Pain in Medication Abortion WELS Research & Scholarship Presentation August 2024
Abstract
Introduction
Pain in the context of sexual and reproductive health (SRH) is under-theorized in medical sociology and adjacent disciplines. Some specific areas have established bodies of literature, notably around childbirth and its medicalization. However, pain is in many cases addressed obliquely rather than foregrounded. The literature on women’s sexual difficulties, from Tiefer (2001) onward, addresses pain more directly, but typically takes a biopsychosocial focus that leans heavily on social psychology. Pain has been addressed explicitly in relation to chronic conditions such as endometriosis (Denny 2018), though reducing endometriosis to a condition of ‘reproductive health’ is also acknowledged to be problematic. While key contributions to sociological theorizing of intersections of pain and gender, initiated by Bendelow (2000), have included childbirth, other areas such as abortion, intrauterine contraceptive placement, and assisted conception have drawn little sustained attention.
One context in which physical pain can be acute is medication abortion, one of the most commonly accessed SRH procedures. Self-management of early medication abortion (EMA) comprises an increasing proportion of abortions in the United Kingdom (UK) and elsewhere. In the UK, this has necessitated reconsideration of how pain is addressed, as women and pregnant people increasingly undertake the medication abortion process without direct health professional supervision. This is in part underpinned by normative assumptions that pain is a necessary or unavoidable part of that process (Authors under review). Pain is a contributing factor in negative experiences of abortion, and thus a potential barrier to equitable access, acutely so for those experiencing the greatest socioeconomic disadvantage. As such, abortion pain becomes an intersectional issue of sexual and reproductive justice (SRJ).
Methodology
This paper introduces one case study from a larger project on SRH-related pain. A reproductive justice lens is utilized as a means of grounding a broader exploration of SRH-related pain and the nexus of gender and health inequalities at which it sits.
As part of a study of abortion experiences during the Covid-19 pandemic, we conducted telephone interviews with twenty people living across the UK who had sought abortions during pandemic restrictions. Existing literature informed a flexible topic guide, and we took a narrative storytelling approach to data production. We asked participants to recount their ‘abortion story’ in as much detail as possible, from learning they were pregnant to the time of the interview. Follow-up questions clarified key information, where absent. Recruited through social media and a targeted advertisements, participants were aged 22-43, and all self-identified cisgender women.
Since inductive thematic analysis from the broader study highlighted pain as a prominent feature of the data, subsequent focused coding, and an iterative process of interpretation, were used to develop four sub-themes: expected pain is manageable for some; the problem with unexpected pain; pain (co)produces fear; problematizing ‘period-like pain’.
Results
Our analysis highlights that EMA pain experiences varied. For some, pain was manageable, particularly where it aligned with expectations, though some expectations were highly negative. For others, pain was much worse than anticipated, underlining the importance of effective expectation-setting. Participants aligned EMA pain with punishment, described it as ‘excruciating’, a source of significant worry, and as something they could not go through again. Physical pain was also closely intertwined with emotional distress. Cultural silences around abortion (exacerbated in this case by isolation associated with the pandemic context) were seen as contributing to unclear expectations around EMA pain, which in turn generated fear. Interviewees expressed incredulity that a healthcare procedure which was proceeding normally could be so intensely painful. Likening the EMA experience to ‘period pain’ is potentially misleading and a source of further uncertainty.
From an SRJ perspective, our findings indicate a need to improve information provision around abortion pain (particularly in self-management), in order to reduce unnecessary distress for those seeking routine SRH care, and to minimize potential barriers to future use of SRH services. As use of medication abortion increases, our findings also highlight an urgent need for improved pain management options for this commonly accessed procedure.
Conclusions
An SRJ lens highlights the impact and implications of abortion pain as a source of gendered inequity in healthcare, in which pain experienced by women and other people with a uterus, in the course of routine SRH care, may be framed as unavoidable and something to be endured. While a limitation of this work is that data were generated early in the Covid-19 pandemic, learning from that time nonetheless has longer-term relevance. Key areas for action include avoiding the potentially misleading trope of ‘period-like pain’, establishing more effective anticipatory guidance and, overall, prioritizing the elimination of pain in this routine component of sexual and reproductive healthcare. Further work is needed to unpick the cultural assumptions underpinning pain as an unavoidable element of EMA.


▸ Work task
Read the lines of the data below and retrieve those with "Image".

▸ Interface dataset entries
§ §

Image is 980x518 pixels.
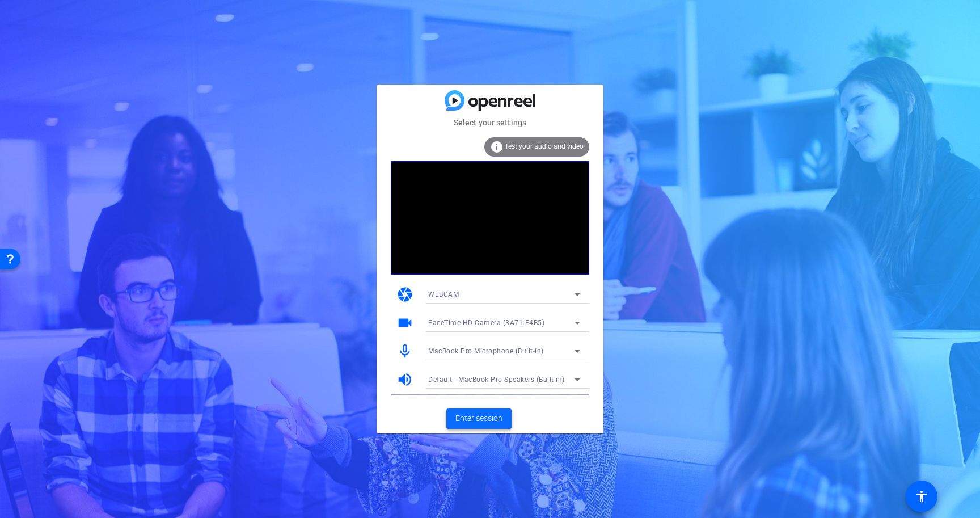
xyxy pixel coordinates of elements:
mat-icon: info [490,140,504,154]
mat-icon: accessibility [915,490,929,503]
mat-icon: mic_none [397,342,414,360]
span: WEBCAM [428,291,459,299]
img: blue-gradient.svg [445,90,535,110]
span: MacBook Pro Microphone (Built-in) [428,347,544,355]
mat-card-subtitle: Select your settings [377,116,603,128]
mat-icon: videocam [397,314,414,332]
span: Test your audio and video [505,143,584,151]
span: FaceTime HD Camera (3A71:F4B5) [428,319,545,327]
mat-icon: camera [397,286,414,303]
button: Enter session [447,408,512,429]
span: Default - MacBook Pro Speakers (Built-in) [428,375,565,383]
mat-icon: volume_up [397,371,414,388]
span: Enter session [455,412,502,424]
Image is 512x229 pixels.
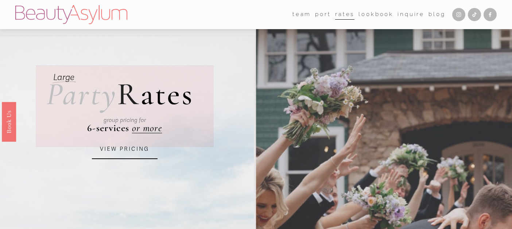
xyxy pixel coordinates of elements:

§ §

▸ Exercise solution
Image is 980x518 pixels.
Image is 512x229 pixels.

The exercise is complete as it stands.